The visitor declined the tissue. Walking back to the show, he saw dozens of squares of tissue on pegs on the cyclone fence. Clearly, after buying a tissue and chucking it in the bin, the boy then retrieves it from the bin, smoothes it out and pegs it ready for the next customer.

The visitor says he wouldn't have minded paying for the tissue if there was any attempt made at making the toilet clean. He says it was filthy with stains, sand and dust on the floor, rubbish in the corners and a smell like a ... er, urinal.

Even getting to the show is an exercise in tolerance - from pitying the families that live under a cloth cover on the dirt at the side of the highway, to the manic road conditions that yield to major indiscretions including multiple-vehicle lane sharing and travelling in the lanes of oncoming traffic.

Single-lane roads can become four-lane highways and moments later, return to a single lane. Cycling in the middle lane, while traffic whizzes past, isn't unusual. India's contrasts never fail to surprise. On the morning bus ride, on a dirty, dusty street that looked like the remnants of a fierce military battle, was parked a glistening $1 million-plus Rolls-Royce Ghost.

The show - about 25km from the heart of Delhi yet still well within its city limits that contain an impossible 21 million people - did convincingly capture the strength and unstoppable force of the future of India's vehicle industry.

India produces 3-million vehicles a year, most for domestic consumption. But by 2020 - yes, eight years time - the production is expected to hit 8-million vehicles with a ramp-up in exports.

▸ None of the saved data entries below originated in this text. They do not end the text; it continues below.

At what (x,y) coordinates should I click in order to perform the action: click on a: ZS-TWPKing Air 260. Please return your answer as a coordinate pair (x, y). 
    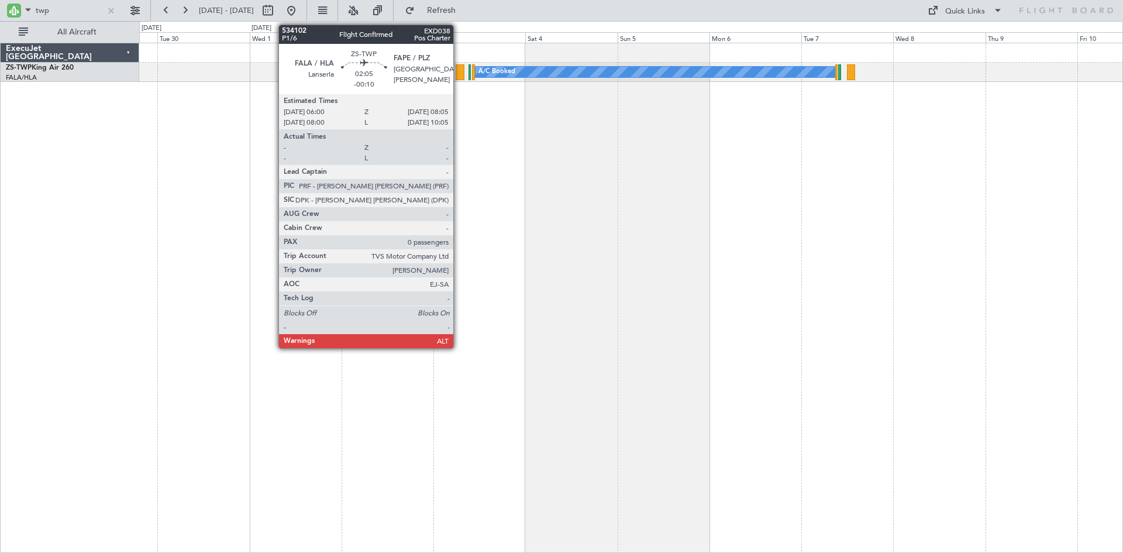
    Looking at the image, I should click on (40, 68).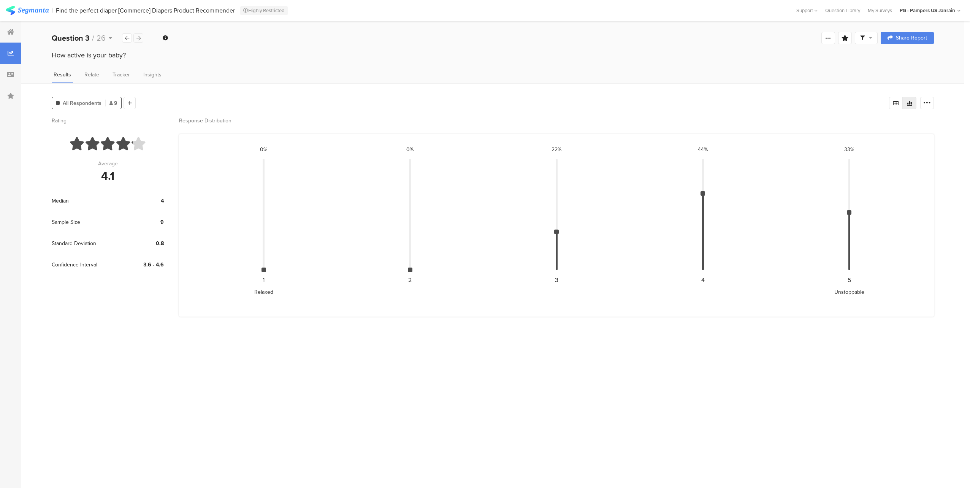  What do you see at coordinates (842, 10) in the screenshot?
I see `div: Question Library` at bounding box center [842, 10]. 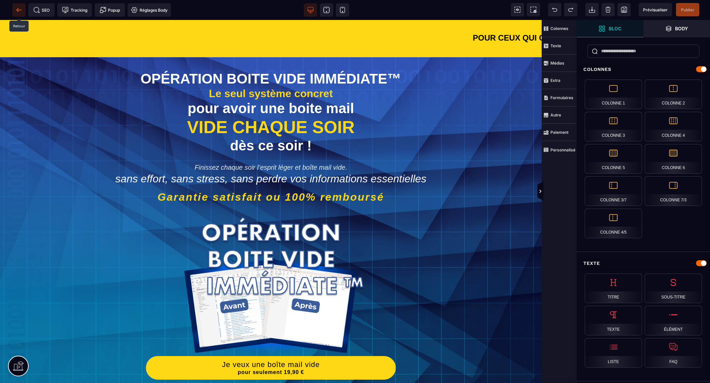 I want to click on span: Extra, so click(x=559, y=81).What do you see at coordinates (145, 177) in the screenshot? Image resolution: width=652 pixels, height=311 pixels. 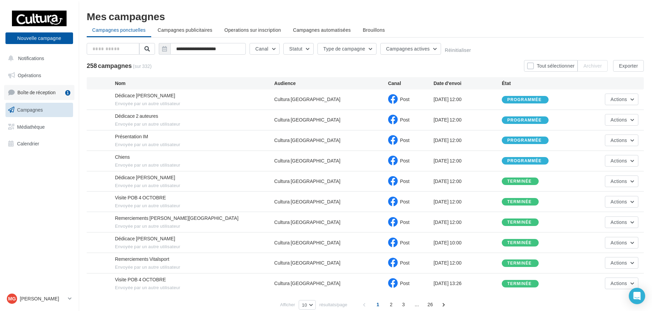 I see `span: Dédicace M.A Graff` at bounding box center [145, 177].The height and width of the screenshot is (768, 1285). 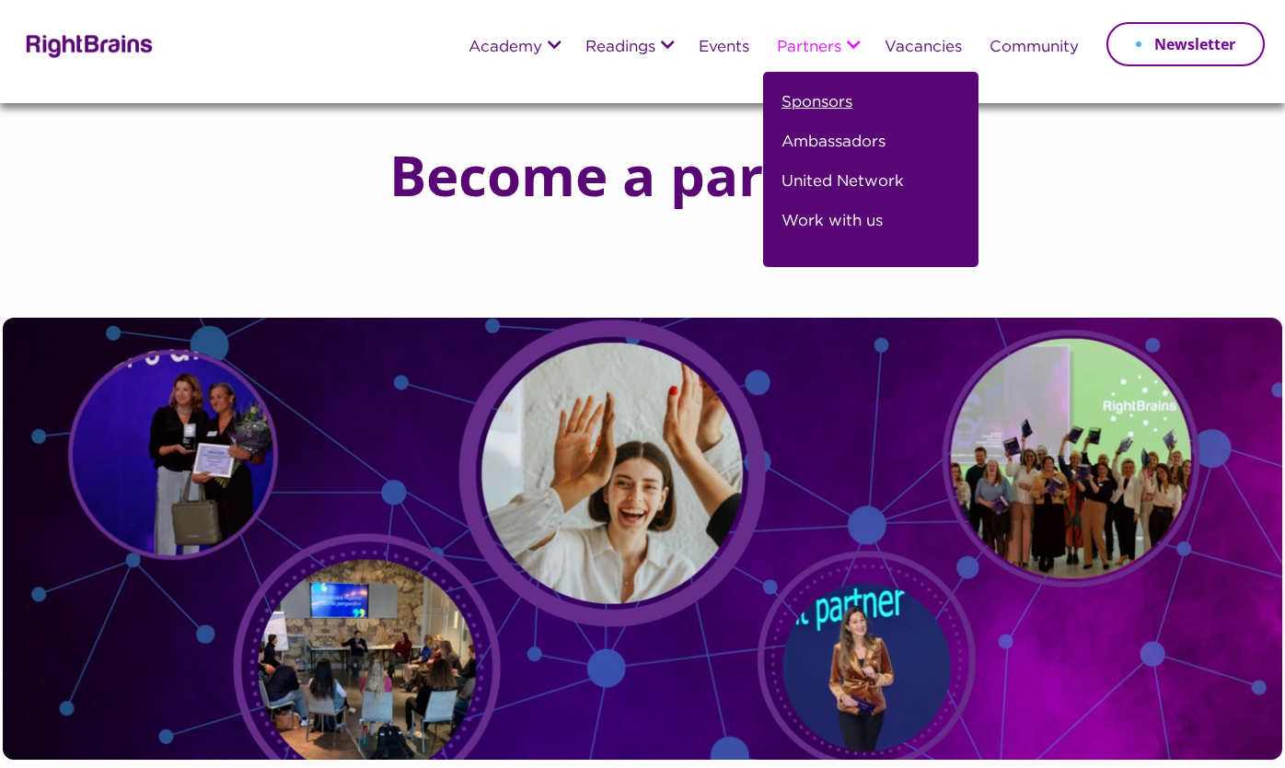 I want to click on h1: Become a partner!, so click(x=643, y=175).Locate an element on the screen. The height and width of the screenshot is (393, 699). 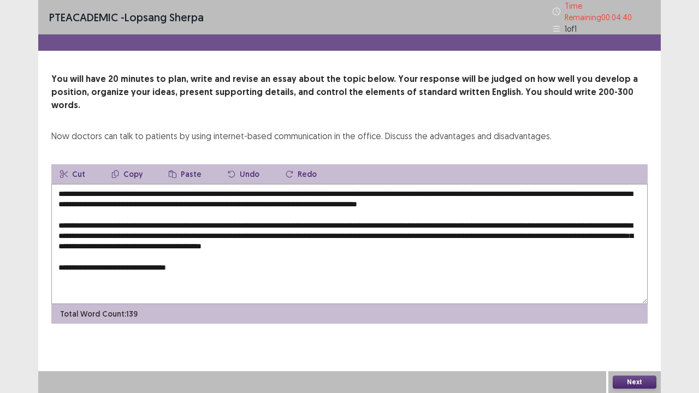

Ford, for one, is investing $2 billion in factories - one new plant in the north-west and upgrades to its existing engine-car plant in the south-east. It is also lifting its workforce by 50 per cent at one plant, to 15,000 people.

Ford's India boss, country NSW-bred Michael Boneham, says growth for his company will be 60-70 per cent over the next eight years. "By 2020, one-third of Ford's global sales will be in Asia,'' he says. "It's currently one-sixth. India is as critical to Ford as is China or Thailand.

"But in India cars are smaller and so profit margins are equally smaller. So we have to work smarter.''

Ford only started exporting its Indian products last year. That car was the Australian-designed and engineered Figo (a five-door hatch) and sales were recorded in some adjoining Asian countries.

Late this year Ford expects Figo will become swamped by its 100-plus country export program for the Fiesta-based EcoSport SUV. "EcoSport is huge for us,'' Boneham says. "But it's only the start. We will have eight global products by mid-decade.

"The first is the Fiesta, the second is the EcoSport and I can't tell you the rest. All are on the B-segment platform - we're not doing bigger platforms here.''

The news is all good. The contrast is how a country that nonchalantly parades its poverty can have global ambitions as a major auto producer. But even a few stray dogs, paper-thin floors and crowds won't stop ambition quickly turning to reality.